You are trying to work with this question from outside. You are trying to see or know or grasp something that you feel will be ‘I am’. You feel that the only sensible response to the question What am I? is knowing the answer. We have been brought up, educated, to expect, look for, an answer to a question.

We cannot enter into this question from outside. What does this mean? Start with asking this question. What is the difference between trying to see it from outside and working from within? If you work from inside you can no longer work with thoughts. You work with a different part of the mind, the creative, generative aspect of the mind. Working with the discriminating, differentiating mind, the mind that sorts things through, accepts and rejects, is useless to get to anything fundamental.

Buddha in his four noble truths said ‘Life is suffering.’ The sense of self is the sense of suffering, this is our reality. When we are working on ourselves most of us work with a tremendous sense of inertia, which is taken for granted. This is our reality, the ground on which we stand to ask the question ‘what am I?’ It is because of this that the question becomes abstract and meaningless.

Buddha then said that suffering comes from desire. So underlying suffering is desire. The suffering is anxiety, vulnerability, insecurity, fragility; it is a feeling of the contingency of existence. But the anxiety and concern is always to do with our desire. Nisargadatta stresses that basically suffering is fear that desire will not be satisfied. It is not that I desire, I am desire. My sense of self is desire. I want, I must have. This is something to investigate for oneself. This is how you ask the question ‘what am I?’
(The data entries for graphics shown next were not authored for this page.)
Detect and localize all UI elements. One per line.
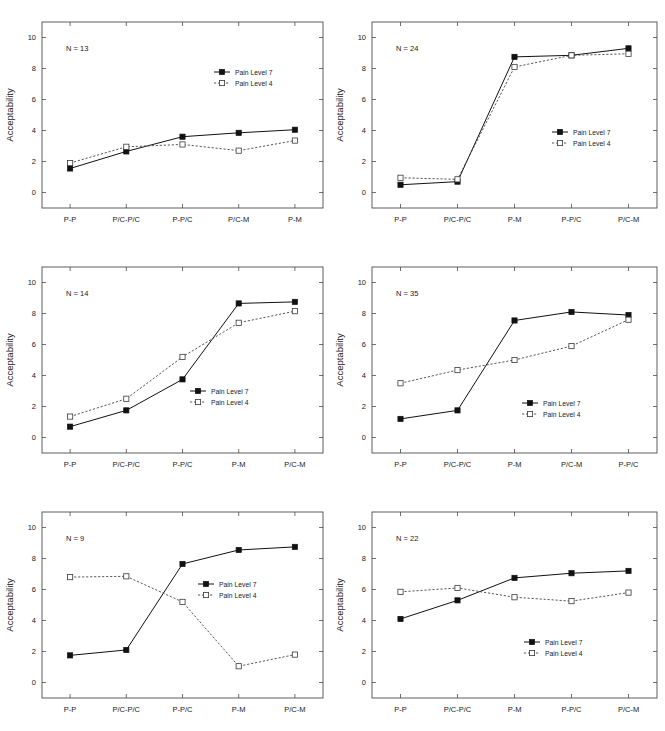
y-tick-label: 2 [362, 647, 366, 656]
legend-label-pain-level-7: Pain Level 7 [219, 581, 257, 588]
y-tick-label: 6 [362, 585, 366, 594]
data-point-marker [124, 396, 129, 401]
y-tick-label: 0 [32, 433, 36, 442]
data-point-marker [455, 408, 460, 413]
y-tick-label: 6 [362, 95, 366, 104]
data-point-marker [398, 616, 403, 621]
data-point-marker [124, 144, 129, 149]
data-point-marker [455, 598, 460, 603]
data-point-marker [512, 575, 517, 580]
y-tick-label: 8 [32, 64, 36, 73]
series-line-pain-level-7 [401, 312, 629, 419]
data-point-marker [68, 575, 73, 580]
y-axis-title: Acceptability [4, 333, 15, 387]
data-point-marker [236, 664, 241, 669]
x-tick-label: P-P [64, 215, 77, 224]
x-tick-label: P-M [508, 215, 522, 224]
data-point-marker [569, 53, 574, 58]
x-tick-label: P-P [394, 215, 407, 224]
legend-label-pain-level-4: Pain Level 4 [543, 411, 581, 418]
data-point-marker [569, 599, 574, 604]
data-point-marker [512, 64, 517, 69]
data-point-marker [124, 574, 129, 579]
data-point-marker [236, 148, 241, 153]
data-point-marker [124, 408, 129, 413]
x-tick-label: P-P [394, 705, 407, 714]
y-axis-title: Acceptability [4, 88, 15, 142]
data-point-marker [180, 599, 185, 604]
y-axis-title: Acceptability [334, 578, 345, 632]
x-tick-label: P/C-P/C [444, 705, 472, 714]
y-tick-label: 4 [362, 126, 366, 135]
data-point-marker [292, 309, 297, 314]
data-point-marker [236, 130, 241, 135]
data-point-marker [398, 381, 403, 386]
x-tick-label: P/C-M [561, 460, 582, 469]
y-tick-label: 4 [32, 126, 36, 135]
data-point-marker [292, 652, 297, 657]
y-tick-label: 2 [32, 647, 36, 656]
chart-panel-4: Acceptability0246810P-PP/C-P/CP-MP/C-MP-… [330, 245, 665, 490]
data-point-marker [398, 175, 403, 180]
y-tick-label: 6 [32, 585, 36, 594]
x-tick-label: P-M [508, 705, 522, 714]
y-tick-label: 2 [362, 402, 366, 411]
x-tick-label: P-P/C [618, 460, 639, 469]
x-tick-label: P-P/C [561, 215, 582, 224]
legend-label-pain-level-4: Pain Level 4 [211, 399, 249, 406]
y-tick-label: 10 [28, 278, 36, 287]
data-point-marker [512, 318, 517, 323]
data-point-marker [68, 160, 73, 165]
data-point-marker [398, 416, 403, 421]
sample-size-annotation: N = 14 [66, 289, 88, 298]
x-tick-label: P-M [288, 215, 302, 224]
x-tick-label: P/C-P/C [444, 215, 472, 224]
data-point-marker [68, 414, 73, 419]
y-tick-label: 0 [32, 188, 36, 197]
series-line-pain-level-4 [401, 320, 629, 384]
y-tick-label: 4 [362, 371, 366, 380]
x-tick-label: P-P/C [172, 460, 193, 469]
y-axis-title: Acceptability [4, 578, 15, 632]
legend-label-pain-level-7: Pain Level 7 [235, 69, 273, 76]
data-point-marker [68, 653, 73, 658]
data-point-marker [626, 590, 631, 595]
data-point-marker [626, 51, 631, 56]
legend: Pain Level 7Pain Level 4 [214, 69, 273, 87]
x-tick-label: P/C-P/C [113, 460, 141, 469]
y-tick-label: 8 [362, 64, 366, 73]
figure-canvas: Acceptability0246810P-PP/C-P/CP-P/CP/C-M… [0, 0, 665, 731]
data-point-marker [180, 561, 185, 566]
data-point-marker [512, 54, 517, 59]
x-tick-label: P/C-P/C [444, 460, 472, 469]
y-tick-label: 8 [32, 554, 36, 563]
y-tick-label: 2 [32, 402, 36, 411]
data-point-marker [292, 544, 297, 549]
legend-label-pain-level-4: Pain Level 4 [573, 140, 611, 147]
legend-label-pain-level-4: Pain Level 4 [545, 650, 583, 657]
series-line-pain-level-4 [401, 54, 629, 180]
sample-size-annotation: N = 9 [66, 534, 84, 543]
x-tick-label: P/C-M [618, 705, 639, 714]
y-tick-label: 4 [362, 616, 366, 625]
y-tick-label: 2 [32, 157, 36, 166]
y-tick-label: 8 [32, 309, 36, 318]
chart-panel-6: Acceptability0246810P-PP/C-P/CP-MP-P/CP/… [330, 490, 665, 731]
data-point-marker [292, 138, 297, 143]
y-tick-label: 10 [28, 33, 36, 42]
data-point-marker [68, 424, 73, 429]
y-tick-label: 10 [358, 523, 366, 532]
x-tick-label: P-P/C [172, 705, 193, 714]
legend: Pain Level 7Pain Level 4 [198, 581, 257, 599]
sample-size-annotation: N = 24 [396, 44, 418, 53]
x-tick-label: P/C-M [228, 215, 249, 224]
legend-label-pain-level-7: Pain Level 7 [543, 400, 581, 407]
x-tick-label: P/C-M [284, 460, 305, 469]
chart-panel-1: Acceptability0246810P-PP/C-P/CP-P/CP/C-M… [0, 0, 330, 245]
y-tick-label: 4 [32, 616, 36, 625]
y-tick-label: 8 [362, 309, 366, 318]
data-point-marker [236, 547, 241, 552]
data-point-marker [236, 301, 241, 306]
y-tick-label: 6 [32, 340, 36, 349]
data-point-marker [626, 46, 631, 51]
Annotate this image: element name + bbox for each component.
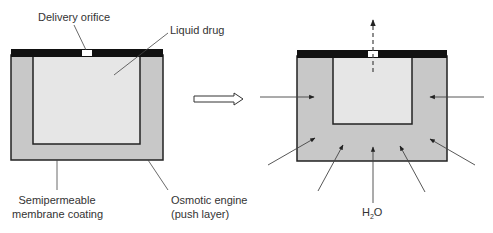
device-before [11, 25, 168, 190]
label-liquid-drug: Liquid drug [170, 23, 224, 37]
leader-engine [148, 160, 168, 190]
delivery-orifice [82, 50, 92, 56]
water-h: H [362, 206, 370, 218]
label-engine-line2: (push layer) [171, 207, 247, 221]
transition-arrow-icon [194, 93, 243, 105]
label-membrane: Semipermeable membrane coating [12, 193, 102, 221]
label-osmotic-engine: Osmotic engine (push layer) [171, 193, 247, 221]
label-membrane-line2: membrane coating [12, 207, 102, 221]
liquid-drug-chamber [33, 55, 140, 144]
label-delivery-orifice: Delivery orifice [38, 10, 110, 24]
label-engine-line1: Osmotic engine [171, 193, 247, 207]
label-water: H2O [362, 206, 382, 220]
device-after [297, 20, 447, 161]
liquid-drug-chamber-reduced [333, 56, 412, 124]
leader-orifice [74, 25, 86, 50]
label-membrane-line1: Semipermeable [12, 193, 102, 207]
water-o: O [374, 206, 383, 218]
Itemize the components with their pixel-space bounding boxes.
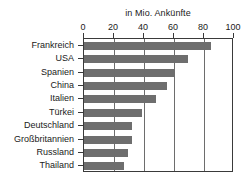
y-category-label: Italien: [50, 93, 74, 103]
gridline: [204, 39, 205, 171]
bar: [84, 136, 132, 144]
x-tick-label: 80: [198, 22, 208, 32]
y-category-label: Thailand: [39, 160, 74, 170]
y-category-label: Russland: [36, 147, 74, 157]
x-tick-mark: [113, 33, 114, 38]
y-category-label: Großbritannien: [14, 134, 74, 144]
gridline: [144, 39, 145, 171]
x-tick-mark: [83, 33, 84, 38]
bar: [84, 162, 124, 170]
bar: [84, 55, 188, 63]
y-axis-category-labels: FrankreichUSASpanienChinaItalienTürkeiDe…: [0, 38, 80, 172]
x-tick-mark: [203, 33, 204, 38]
x-tick-label: 100: [225, 22, 240, 32]
y-category-label: Spanien: [41, 67, 74, 77]
y-category-label: Deutschland: [24, 120, 74, 130]
x-tick-label: 40: [138, 22, 148, 32]
bar: [84, 95, 156, 103]
y-category-label: USA: [55, 53, 74, 63]
bar: [84, 42, 211, 50]
x-axis-tick-labels: 020406080100: [0, 22, 249, 34]
bar: [84, 109, 142, 117]
gridline: [174, 39, 175, 171]
x-tick-label: 60: [168, 22, 178, 32]
bar: [84, 82, 167, 90]
bar: [84, 122, 132, 130]
y-category-label: Türkei: [49, 107, 74, 117]
x-tick-label: 0: [80, 22, 85, 32]
x-tick-mark: [173, 33, 174, 38]
plot-area: [83, 38, 233, 172]
gridline: [114, 39, 115, 171]
chart-axis-title: in Mio. Ankünfte: [83, 8, 233, 18]
y-category-label: China: [50, 80, 74, 90]
bar-chart: in Mio. Ankünfte 020406080100 Frankreich…: [0, 0, 249, 181]
bars-layer: [84, 39, 232, 171]
bar: [84, 69, 175, 77]
x-tick-mark: [143, 33, 144, 38]
bar: [84, 149, 128, 157]
y-category-label: Frankreich: [31, 40, 74, 50]
x-tick-label: 20: [108, 22, 118, 32]
x-tick-mark: [233, 33, 234, 38]
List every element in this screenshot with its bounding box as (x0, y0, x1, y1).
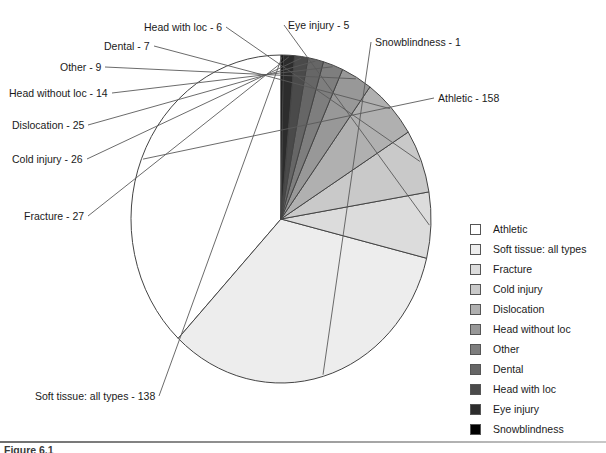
legend-item[interactable]: Head with loc (470, 379, 602, 399)
legend-item[interactable]: Dislocation (470, 299, 602, 319)
legend-item[interactable]: Cold injury (470, 279, 602, 299)
pie-chart-figure: Athletic - 158Snowblindness - 1Eye injur… (0, 0, 606, 453)
legend-swatch-icon (470, 324, 481, 335)
legend-swatch-icon (470, 244, 481, 255)
legend-item-label: Head with loc (493, 383, 556, 395)
legend-item-label: Soft tissue: all types (493, 243, 586, 255)
legend-item-label: Dislocation (493, 303, 544, 315)
pie-slices-group (131, 55, 431, 383)
legend-item-label: Head without loc (493, 323, 571, 335)
pie-slice-callout: Snowblindness - 1 (375, 36, 461, 48)
legend-swatch-icon (470, 424, 481, 435)
legend-swatch-icon (470, 224, 481, 235)
legend-swatch-icon (470, 404, 481, 415)
pie-slice-callout: Cold injury - 26 (12, 153, 83, 165)
figure-footer-rule (0, 441, 606, 443)
legend-item[interactable]: Eye injury (470, 399, 602, 419)
legend-swatch-icon (470, 364, 481, 375)
pie-slice-callout: Athletic - 158 (438, 92, 499, 104)
pie-slice-callout: Fracture - 27 (24, 210, 84, 222)
legend-item[interactable]: Other (470, 339, 602, 359)
legend-swatch-icon (470, 284, 481, 295)
figure-caption: Figure 6.1 (4, 444, 54, 453)
legend-item-label: Cold injury (493, 283, 543, 295)
pie-slice-callout: Head with loc - 6 (144, 21, 222, 33)
legend-item[interactable]: Snowblindness (470, 419, 602, 439)
legend-item[interactable]: Soft tissue: all types (470, 239, 602, 259)
legend-item[interactable]: Fracture (470, 259, 602, 279)
chart-legend: AthleticSoft tissue: all typesFractureCo… (470, 219, 602, 439)
pie-slice-callout: Head without loc - 14 (9, 87, 108, 99)
pie-slice-callout: Eye injury - 5 (288, 19, 349, 31)
legend-item-label: Athletic (493, 223, 527, 235)
legend-item[interactable]: Dental (470, 359, 602, 379)
legend-item[interactable]: Athletic (470, 219, 602, 239)
legend-swatch-icon (470, 344, 481, 355)
legend-swatch-icon (470, 384, 481, 395)
legend-item-label: Dental (493, 363, 523, 375)
pie-slice-callout: Dislocation - 25 (12, 119, 84, 131)
legend-item[interactable]: Head without loc (470, 319, 602, 339)
legend-item-label: Eye injury (493, 403, 539, 415)
legend-swatch-icon (470, 304, 481, 315)
legend-swatch-icon (470, 264, 481, 275)
pie-slice-callout: Dental - 7 (104, 40, 150, 52)
pie-slice-callout: Soft tissue: all types - 138 (35, 390, 155, 402)
legend-item-label: Fracture (493, 263, 532, 275)
pie-slice-callout: Other - 9 (60, 61, 101, 73)
legend-item-label: Other (493, 343, 519, 355)
legend-item-label: Snowblindness (493, 423, 564, 435)
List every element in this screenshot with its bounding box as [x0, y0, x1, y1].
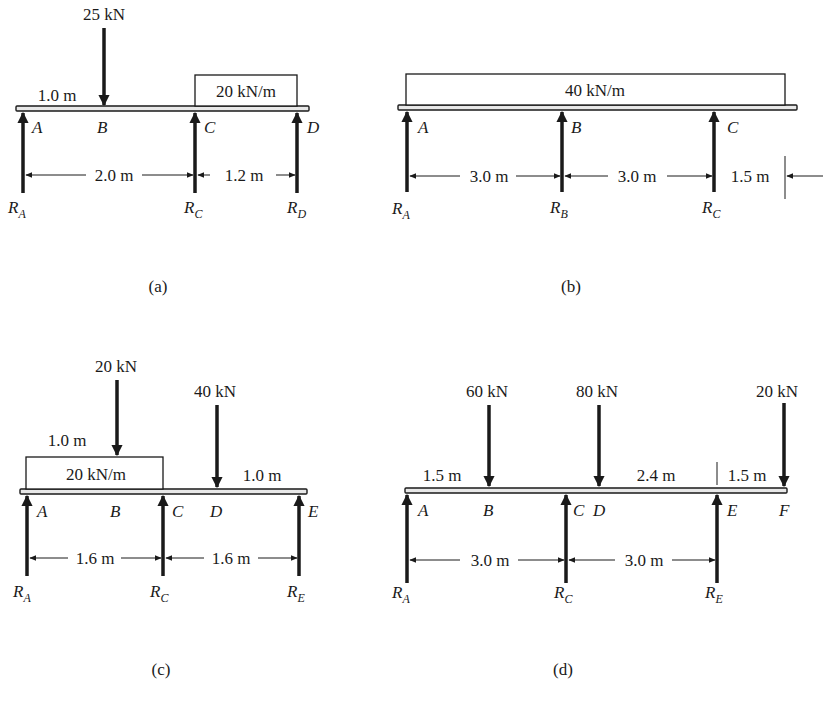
point-label-b: B: [97, 118, 108, 137]
offset-label: 1.5 m: [423, 466, 462, 485]
reaction-label: RC: [149, 582, 169, 605]
span-label: 3.0 m: [625, 551, 664, 570]
offset-label: 1.5 m: [728, 466, 767, 485]
point-label-c: C: [204, 118, 216, 137]
panel-b: 40 kN/m A B C 3.0 m 3.0 m 1.5 m RA RB RC…: [391, 74, 823, 296]
point-label-c: C: [727, 118, 739, 137]
point-label-b: B: [110, 502, 121, 521]
offset-label: 2.4 m: [637, 466, 676, 485]
point-load-label: 25 kN: [83, 5, 125, 24]
point-load-label: 40 kN: [194, 382, 236, 401]
panel-caption: (a): [149, 277, 168, 296]
point-label-a: A: [31, 118, 43, 137]
panel-c: 20 kN/m 20 kN 1.0 m 40 kN 1.0 m A B C D …: [12, 357, 319, 679]
distributed-load-label: 40 kN/m: [565, 81, 625, 100]
span-label: 3.0 m: [470, 167, 509, 186]
point-label-a: A: [417, 118, 429, 137]
point-label-e: E: [726, 501, 738, 520]
panel-caption: (d): [553, 660, 573, 679]
span-label: 1.5 m: [731, 167, 770, 186]
reaction-label: RC: [183, 198, 203, 221]
point-load-label: 80 kN: [576, 382, 618, 401]
point-load-label: 20 kN: [756, 382, 798, 401]
reaction-label: RA: [12, 582, 31, 605]
beam: [405, 488, 787, 493]
point-label-f: F: [778, 501, 790, 520]
beam-diagrams-figure: 20 kN/m 25 kN 1.0 m A B C D 2.0 m 1.2 m …: [0, 0, 823, 711]
beam: [16, 106, 309, 111]
point-label-b: B: [571, 118, 582, 137]
span-label: 1.6 m: [212, 549, 251, 568]
offset-label: 1.0 m: [243, 466, 282, 485]
span-label: 1.6 m: [76, 549, 115, 568]
panel-caption: (b): [561, 277, 581, 296]
point-label-d: D: [306, 118, 320, 137]
reaction-label: RB: [549, 198, 568, 221]
point-label-d: D: [209, 502, 223, 521]
panel-caption: (c): [152, 660, 171, 679]
reaction-label: RE: [704, 583, 723, 606]
panel-a: 20 kN/m 25 kN 1.0 m A B C D 2.0 m 1.2 m …: [7, 5, 320, 296]
reaction-label: RC: [701, 198, 721, 221]
reaction-label: RA: [391, 199, 410, 222]
span-label: 2.0 m: [95, 166, 134, 185]
point-label-a: A: [417, 501, 429, 520]
point-label-e: E: [307, 502, 319, 521]
beam: [398, 105, 797, 110]
offset-label: 1.0 m: [48, 431, 87, 450]
distributed-load-label: 20 kN/m: [66, 465, 126, 484]
point-label-d: D: [592, 501, 606, 520]
point-label-a: A: [36, 502, 48, 521]
beam: [20, 489, 307, 494]
reaction-label: RE: [286, 582, 305, 605]
point-load-label: 20 kN: [95, 357, 137, 376]
point-load-label: 60 kN: [466, 382, 508, 401]
point-label-b: B: [483, 501, 494, 520]
reaction-label: RA: [7, 198, 26, 221]
panel-d: 60 kN 80 kN 20 kN 1.5 m 2.4 m 1.5 m A B …: [391, 382, 798, 679]
offset-label: 1.0 m: [38, 86, 77, 105]
reaction-label: RD: [286, 198, 306, 221]
point-label-c: C: [172, 502, 184, 521]
reaction-label: RA: [391, 583, 410, 606]
span-label: 3.0 m: [471, 551, 510, 570]
distributed-load-label: 20 kN/m: [216, 82, 276, 101]
span-label: 1.2 m: [225, 166, 264, 185]
point-label-c: C: [573, 501, 585, 520]
span-label: 3.0 m: [618, 167, 657, 186]
reaction-label: RC: [553, 583, 573, 606]
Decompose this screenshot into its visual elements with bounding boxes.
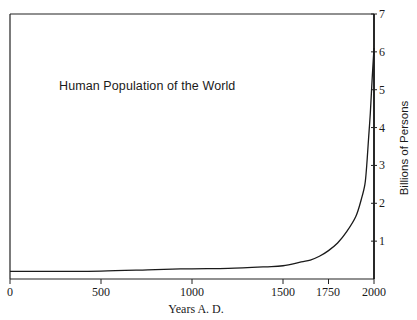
y-tick-label: 6: [379, 45, 385, 60]
x-tick-label: 1000: [180, 285, 204, 300]
plot-frame: [10, 14, 374, 279]
y-tick-label: 3: [379, 158, 385, 173]
x-axis-ticks: [10, 279, 374, 284]
y-tick-label: 5: [379, 83, 385, 98]
x-tick-label: 1750: [316, 285, 340, 300]
chart-title: Human Population of the World: [59, 79, 235, 93]
y-tick-label: 1: [379, 234, 385, 249]
chart-canvas: [0, 0, 417, 320]
y-tick-label: 2: [379, 196, 385, 211]
x-tick-label: 500: [92, 285, 110, 300]
y-axis-label: Billions of Persons: [398, 101, 410, 196]
x-tick-label: 2000: [362, 285, 386, 300]
x-tick-label: 0: [7, 285, 13, 300]
x-tick-label: 1500: [271, 285, 295, 300]
x-axis-label: Years A. D.: [0, 302, 380, 317]
y-tick-label: 4: [379, 121, 385, 136]
y-tick-label: 7: [379, 7, 385, 22]
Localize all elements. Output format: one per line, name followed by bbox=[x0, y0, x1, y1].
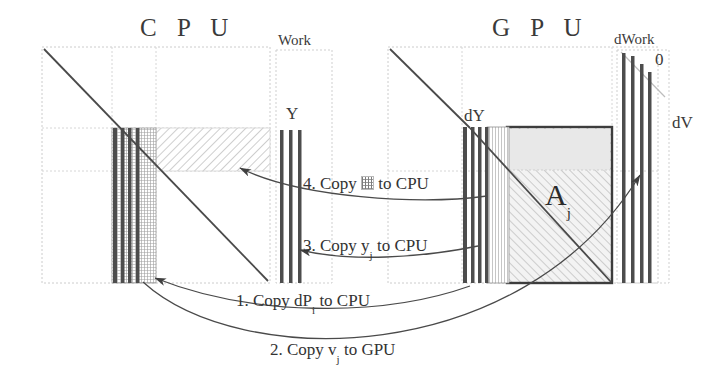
step-3-number: 3. bbox=[303, 236, 316, 255]
step-1-dest: to CPU bbox=[319, 291, 370, 310]
step-1-subscript: i bbox=[312, 304, 315, 316]
cpu-grid-block bbox=[112, 128, 156, 283]
step-1-operand: dP bbox=[294, 291, 312, 310]
step-4-label: 4. Copy to CPU bbox=[303, 175, 429, 192]
gpu-zero-label: 0 bbox=[655, 51, 664, 68]
gpu-diagonal-upper bbox=[390, 49, 470, 128]
step-2-dest: to GPU bbox=[344, 340, 395, 359]
step-3-operand: y bbox=[361, 236, 370, 255]
gpu-vector-label: dY bbox=[464, 107, 485, 124]
step-3-verb: Copy bbox=[320, 236, 357, 255]
step-1-label: 1. Copy dPi to CPU bbox=[236, 292, 370, 312]
gpu-matrix-subscript: j bbox=[567, 205, 571, 221]
diagram-vector-layer bbox=[0, 0, 724, 391]
cpu-vector-label: Y bbox=[286, 105, 298, 122]
step-2-label: 2. Copy vj to GPU bbox=[270, 341, 395, 361]
hatched-block-swatch-icon bbox=[361, 176, 374, 190]
step-3-dest: to CPU bbox=[377, 236, 428, 255]
step-3-subscript: j bbox=[370, 249, 373, 261]
gpu-matrix-label: Aj bbox=[545, 180, 571, 215]
cpu-work-bars bbox=[280, 130, 302, 283]
cpu-work-label: Work bbox=[278, 33, 311, 48]
gpu-column-bars bbox=[463, 127, 489, 283]
step-2-number: 2. bbox=[270, 340, 283, 359]
gpu-dwork-bars bbox=[622, 53, 652, 283]
step-4-dest: to CPU bbox=[378, 174, 429, 193]
cpu-result-band bbox=[156, 128, 270, 171]
step-1-verb: Copy bbox=[253, 291, 290, 310]
gpu-matrix-letter: A bbox=[545, 178, 567, 211]
gpu-dv-label: dV bbox=[672, 114, 693, 131]
gpu-dwork-label: dWork bbox=[614, 32, 654, 47]
step-2-subscript: j bbox=[337, 353, 340, 365]
step-4-number: 4. bbox=[303, 174, 316, 193]
cpu-title: C P U bbox=[140, 15, 235, 40]
gpu-title: G P U bbox=[492, 15, 589, 40]
step-3-label: 3. Copy yj to CPU bbox=[303, 237, 427, 257]
gpu-matrix-top-strip bbox=[509, 129, 610, 170]
step-2-operand: v bbox=[328, 340, 337, 359]
step-1-number: 1. bbox=[236, 291, 249, 310]
step-4-verb: Copy bbox=[320, 174, 357, 193]
step-2-verb: Copy bbox=[287, 340, 324, 359]
diagram-canvas: C P U G P U Work Y dWork 0 dY dV Aj 4. C… bbox=[0, 0, 724, 391]
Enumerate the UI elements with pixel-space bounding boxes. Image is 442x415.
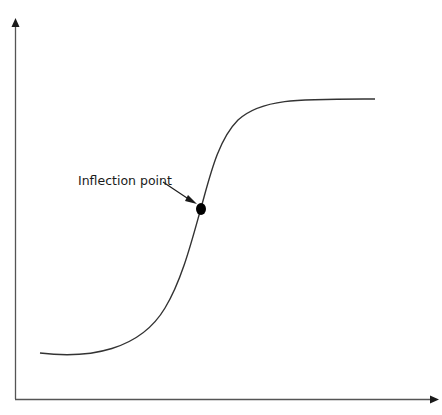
x-axis-arrow-icon [430, 396, 439, 404]
y-axis-arrow-icon [12, 18, 20, 27]
sigmoid-diagram: Inflection point [0, 0, 442, 415]
y-axis [12, 18, 20, 399]
inflection-point-label: Inflection point [78, 173, 172, 188]
sigmoid-curve [40, 99, 375, 355]
x-axis [15, 396, 439, 404]
inflection-point-marker [196, 203, 206, 215]
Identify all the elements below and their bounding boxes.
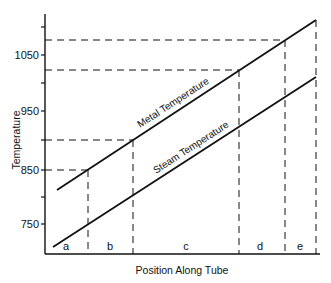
metal-temperature-label: Metal Temperature [135,75,211,130]
segment-label-d: d [257,240,263,252]
y-tick-label-750: 750 [21,218,39,230]
y-tick-label-950: 950 [21,105,39,117]
segment-label-c: c [183,240,189,252]
segment-label-b: b [107,240,113,252]
y-tick-label-850: 850 [21,164,39,176]
y-tick-label-1050: 1050 [15,49,39,61]
temperature-chart: 1050 950 850 750 Temperature Position Al… [0,0,331,283]
axes [45,14,320,254]
segment-label-e: e [297,240,303,252]
steam-temperature-label: Steam Temperature [151,118,231,175]
y-axis-title: Temperature [10,110,22,169]
metal-temperature-line [57,20,316,190]
segment-label-a: a [63,240,70,252]
x-axis-title: Position Along Tube [136,264,229,276]
steam-temperature-line [53,77,316,247]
I am desire is the sense of self. When the desire becomes strong. the sense of self is correspondingly enhanced. It is this enhancement of the sense of self that we feel is being successful in life. Everything we do is done in order to enhance the sense of self. The fundamental desire is the desire for an intense sense of self. The desire feeds on the sense of self and the sense of self feeds on the desire – this is the way we maintain our sense of being. Our main desire is to exist. In other words we want to be outside of our self and one of the ways we achieve that is by looking outside ourselves. Searching outside ourselves is a way by which we try to establish ourselves.

So now we have a way we can get into this question. There is a sense – it is not a feeling, not a sensation, but somewhere between them – a sense of being which is behind that word ‘I’. Everything we do is to preserve that ‘I’, and because that desire is either being frustrated at the moment or is going to be frustrated in the future we start getting anxious, or angry, or depressed . Our whole experience of life is colored by ‘how is that going to enhance or diminish my sense of self?’

We have no faith in ourselves. We feel that anything worthwhile must come from outside. This is lacking faith in yourself. Anything that comes up inside yourself has intrinsic value because it is yours. The work is to refine what comes up. ‘What is there outside us? What is there we lack?’